2.- Electrical brain stimulation combined with intracranial recordings and DTI imaging helps understand human brain networks and circuit health.
3.- Evoked potentials from stimulation, used as biomarkers, indicate circuit health. Brainstem auditory evoked potentials are used clinically.
4.- Intracranial electrodes allow stimulating and recording responses across fiber bundles to assess typical signal propagation and identify atypical responses.
5.- Humans have prolonged myelination compared to other species, so neural signal propagation properties must be measured in the human brain.
6.- The arcuate fasciculus conduction speed was measured in 74 patients to understand typical transmission with age.
7.- Conduction delay decreased and speed increased significantly with age across major association tracts like arcuate fasciculus and superior longitudinal fasciculus.
8.- Conduction speed increased from 2 m/s in children to 6 m/s in adults for long association tracts.
9.- U-fibers had slower conduction speeds compared to long cortical-cortical tracts.

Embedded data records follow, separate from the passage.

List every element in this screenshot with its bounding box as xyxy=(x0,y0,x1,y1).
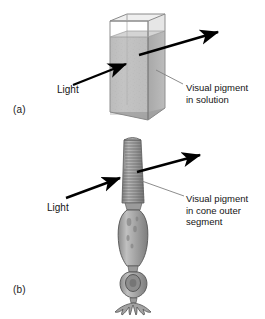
panel-b-label: (b) xyxy=(13,284,26,295)
light-arrow-in-b xyxy=(66,178,120,198)
leader-line-b xyxy=(139,180,184,196)
light-arrow-out-b xyxy=(137,155,200,172)
panel-a-label: (a) xyxy=(13,104,26,115)
pigment-label-a: Visual pigment in solution xyxy=(186,82,248,105)
figure-artwork xyxy=(0,0,265,319)
light-label-a: Light xyxy=(57,84,79,96)
pigment-label-b: Visual pigment in cone outer segment xyxy=(186,193,248,228)
cone-cell-illustration xyxy=(115,138,151,316)
figure-container: (a) Light Visual pigment in solution (b)… xyxy=(0,0,265,319)
light-label-b: Light xyxy=(47,202,69,214)
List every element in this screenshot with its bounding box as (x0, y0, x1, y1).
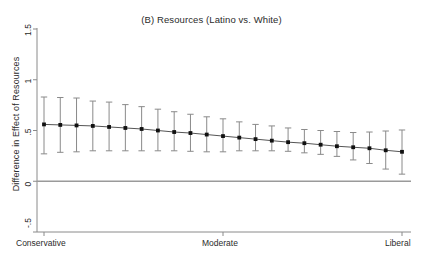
chart-figure: (B) Resources (Latino vs. White) Differe… (0, 0, 423, 265)
axis-lines (33, 28, 411, 236)
plot-area (0, 0, 423, 265)
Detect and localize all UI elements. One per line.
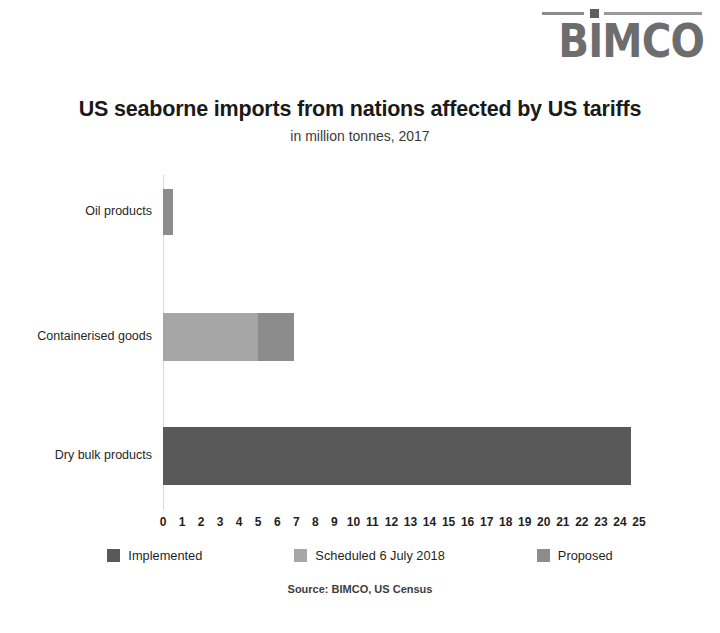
x-tick-label: 14 [423, 515, 436, 529]
x-tick-label: 17 [480, 515, 493, 529]
bimco-logo: BIMCO [524, 8, 704, 64]
legend-item[interactable]: Implemented [107, 548, 202, 563]
bar-row: Oil products [0, 189, 720, 235]
x-tick-label: 7 [293, 515, 300, 529]
x-tick-label: 12 [385, 515, 398, 529]
bar-row: Containerised goods [0, 313, 720, 361]
x-tick-label: 22 [575, 515, 588, 529]
category-label: Oil products [0, 204, 152, 218]
chart-title: US seaborne imports from nations affecte… [0, 97, 720, 122]
x-tick-label: 24 [613, 515, 626, 529]
chart-subtitle: in million tonnes, 2017 [0, 128, 720, 144]
bar-segment [163, 427, 631, 485]
logo-wordmark: BIMCO [549, 19, 704, 64]
bar-segment [163, 189, 173, 235]
chart-legend: ImplementedScheduled 6 July 2018Proposed [0, 548, 720, 563]
x-tick-label: 16 [461, 515, 474, 529]
bar-row: Dry bulk products [0, 427, 720, 485]
x-tick-label: 20 [537, 515, 550, 529]
source-note: Source: BIMCO, US Census [0, 583, 720, 595]
x-tick-label: 4 [236, 515, 243, 529]
legend-item[interactable]: Proposed [537, 548, 613, 563]
legend-label: Implemented [128, 548, 202, 563]
x-tick-label: 2 [198, 515, 205, 529]
x-tick-label: 8 [312, 515, 319, 529]
x-tick-label: 9 [331, 515, 338, 529]
x-tick-label: 18 [499, 515, 512, 529]
x-tick-label: 3 [217, 515, 224, 529]
x-tick-label: 13 [404, 515, 417, 529]
legend-swatch-icon [294, 549, 307, 562]
legend-label: Scheduled 6 July 2018 [315, 548, 445, 563]
x-tick-label: 15 [442, 515, 455, 529]
x-tick-label: 0 [160, 515, 167, 529]
x-axis-ticks: 0123456789101112131415161718192021222324… [163, 515, 639, 535]
x-tick-label: 1 [179, 515, 186, 529]
category-label: Containerised goods [0, 329, 152, 343]
x-tick-label: 11 [366, 515, 379, 529]
legend-swatch-icon [107, 549, 120, 562]
bar-segment [163, 313, 258, 361]
x-tick-label: 21 [556, 515, 569, 529]
bar-segment [258, 313, 294, 361]
legend-swatch-icon [537, 549, 550, 562]
x-tick-label: 5 [255, 515, 262, 529]
x-tick-label: 10 [347, 515, 360, 529]
x-tick-label: 19 [518, 515, 531, 529]
x-tick-label: 23 [594, 515, 607, 529]
x-tick-label: 25 [632, 515, 645, 529]
category-label: Dry bulk products [0, 448, 152, 462]
chart-area: Oil productsContainerised goodsDry bulk … [0, 165, 720, 515]
legend-item[interactable]: Scheduled 6 July 2018 [294, 548, 445, 563]
legend-label: Proposed [558, 548, 613, 563]
x-tick-label: 6 [274, 515, 281, 529]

Sensory-motor connections matured faster than frontal-parietal connections.
10.- Timescales of neural signal propagation change across the lifespan and the brain must constantly update itself. Data is shared openly.
11.- The hippocampus-anterior cingulate-posterior cingulate (HAP) waveform is a potential biomarker of the limbic memory subsystem.

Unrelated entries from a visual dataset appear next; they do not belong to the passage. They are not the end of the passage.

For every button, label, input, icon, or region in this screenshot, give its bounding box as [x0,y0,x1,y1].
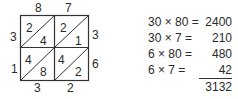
bottom-digit: 2 [67,82,74,94]
bottom-digit: 3 [34,82,41,94]
partial-value: 210 [194,32,232,44]
cell-upper-digit: 4 [25,54,32,66]
partial-expr: 30 × 80 = [148,16,199,28]
sum-rule [199,78,232,79]
right-digit: 3 [92,29,99,41]
right-digit: 6 [92,58,99,70]
left-digit: 1 [11,63,18,75]
left-digit: 3 [10,31,17,43]
partial-expr: 6 × 7 = [148,64,185,76]
cell-lower-digit: 1 [75,35,82,47]
partial-expr: 30 × 7 = [148,32,192,44]
cell-upper-digit: 4 [58,54,65,66]
top-digit: 7 [65,2,72,14]
cell-upper-digit: 2 [60,22,67,34]
cell-lower-digit: 4 [40,35,47,47]
partial-value: 2400 [194,16,232,28]
cell-lower-digit: 2 [75,66,82,78]
cell-lower-digit: 8 [40,66,47,78]
total-value: 3132 [194,81,232,93]
cell-upper-digit: 2 [26,22,33,34]
top-digit: 8 [35,2,42,14]
partial-value: 42 [194,64,232,76]
partial-expr: 6 × 80 = [148,48,192,60]
partial-value: 480 [194,48,232,60]
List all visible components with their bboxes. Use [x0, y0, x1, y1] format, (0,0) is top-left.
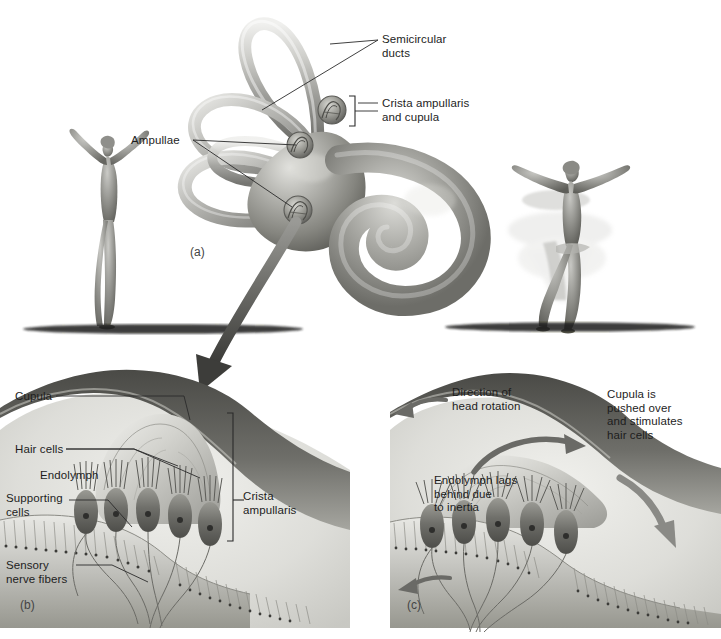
crista-bracket-b: [227, 413, 244, 541]
label-direction-of-head-rotation: Direction of head rotation: [452, 386, 520, 413]
panel-b-leaders: [56, 396, 200, 582]
ampulla-superior: [318, 96, 346, 124]
label-hair-cells: Hair cells: [15, 443, 63, 457]
ampulla-posterior: [284, 196, 312, 224]
label-semicircular-ducts: Semicircular ducts: [382, 33, 446, 60]
label-ampullae: Ampullae: [131, 134, 180, 148]
label-cupula-pushed-over: Cupula is pushed over and stimulates hai…: [607, 388, 683, 442]
panel-letter-b: (b): [20, 598, 35, 612]
label-crista-ampullaris: Crista ampullaris: [243, 490, 296, 517]
label-cupula: Cupula: [15, 390, 52, 404]
ampulla-lateral: [287, 132, 313, 158]
label-endolymph-lags: Endolymph lags behind due to inertia: [434, 474, 517, 515]
ampullae-artwork: [284, 96, 346, 224]
ground-shadows: [23, 322, 695, 333]
vestibular-figure: Semicircular ducts Crista ampullaris and…: [0, 0, 721, 639]
dancer-spinning-figure: [508, 161, 630, 334]
sensory-nerve-fibers-b: [73, 532, 210, 628]
sensory-nerve-fibers-c: [418, 542, 566, 632]
panel-letter-c: (c): [407, 598, 421, 612]
dancer-still-figure: [69, 129, 149, 330]
panel-a-leaders: [193, 40, 378, 207]
figure-artwork: [0, 0, 721, 639]
cochlea-artwork: [337, 153, 476, 301]
label-sensory-nerve-fibers: Sensory nerve fibers: [6, 559, 67, 586]
label-endolymph: Endolymph: [40, 469, 98, 483]
label-supporting-cells: Supporting cells: [6, 492, 63, 519]
semicircular-ducts-artwork: [183, 21, 318, 220]
magnification-arrow: [196, 222, 296, 392]
label-crista-ampullaris-and-cupula: Crista ampullaris and cupula: [382, 97, 469, 124]
panel-letter-a: (a): [190, 245, 205, 259]
vestibule-artwork: [247, 132, 365, 252]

12.- Less than 50% of hippocampus-posterior cingulate connections had a direct N1 response, suggesting indirect connectivity best identified by canonical parameterization.
13.- Stimulation polarity and location helped trace the indirect HAP pathway from anterior to posterior hippocampus to anterior thalamus to posterior cingulate.
14.- The HAP waveform is proposed as a novel electrophysiological biomarker of limbic memory subsystem connectivity.
15.- Convergent paradigms, measuring responses at one site from stimulation at many, can map inputs and anatomy in understudied circuits.
16.- Basis Profile Curve Identification clusters stimulation sites evoking similar response shapes to map anatomical inputs to a region.
17.- In an example, sites in hippocampus, amygdala, and insula evoked distinct basis profile curve shapes in one subject's collateral sulcus.
18.- Consensus basis profile curves, representing canonical anatomical input clusters, were identified across subjects in the collateral sulcus.
19.- Hippocampal and amygdalar stimulation suppressed broadband activity in the collateral sulcus, while other sites had less effect.
20.- Spectro-temporal response clustering suggests different circuit responses based on anatomical input type, possibly reflecting feedforward, feedback, and lateral influences.
21.- CCEPs as biomarkers were tested in 10 epilepsy patients to assess effects of anterior thalamic DBS on network excitability.
22.- CCEP amplitudes decreased after thalamic stimulation, demonstrating CCEPs can track stimulation-induced network changes as potential treatment biomarkers.
23.- In summary, neural signal transmission speeds increase over 2-fold from childhood to adulthood, matching neuroimaging findings of prolonged development.
24.- The HAP waveform propagates through the limbic memory subsystem and is a potential circuit biomarker.
25.- Stimulation-evoked response shapes vary with anatomical input type and can be clustered to map connections in understudied networks.
26.- Spectro-temporal profiles of CCEPs also differ by input type, providing additional information about the nature of the connection.
27.- Overall, stimulation-evoked potentials are promising brain circuit biomarkers to study development, myelination, signal propagation, and effects of interventions.
28.- Data and code from published studies are openly shared to enable reproducibility.
29.- Stimulation currents under 6mA with 200µs pulses are used, with precautions to avoid inducing seizures. Effects on local cells are unclear.
30.- Future work could investigate stimulation parameters mimicking normal activity, and how CCEP features relate to normal cognitive process and abnormal epileptiform activity.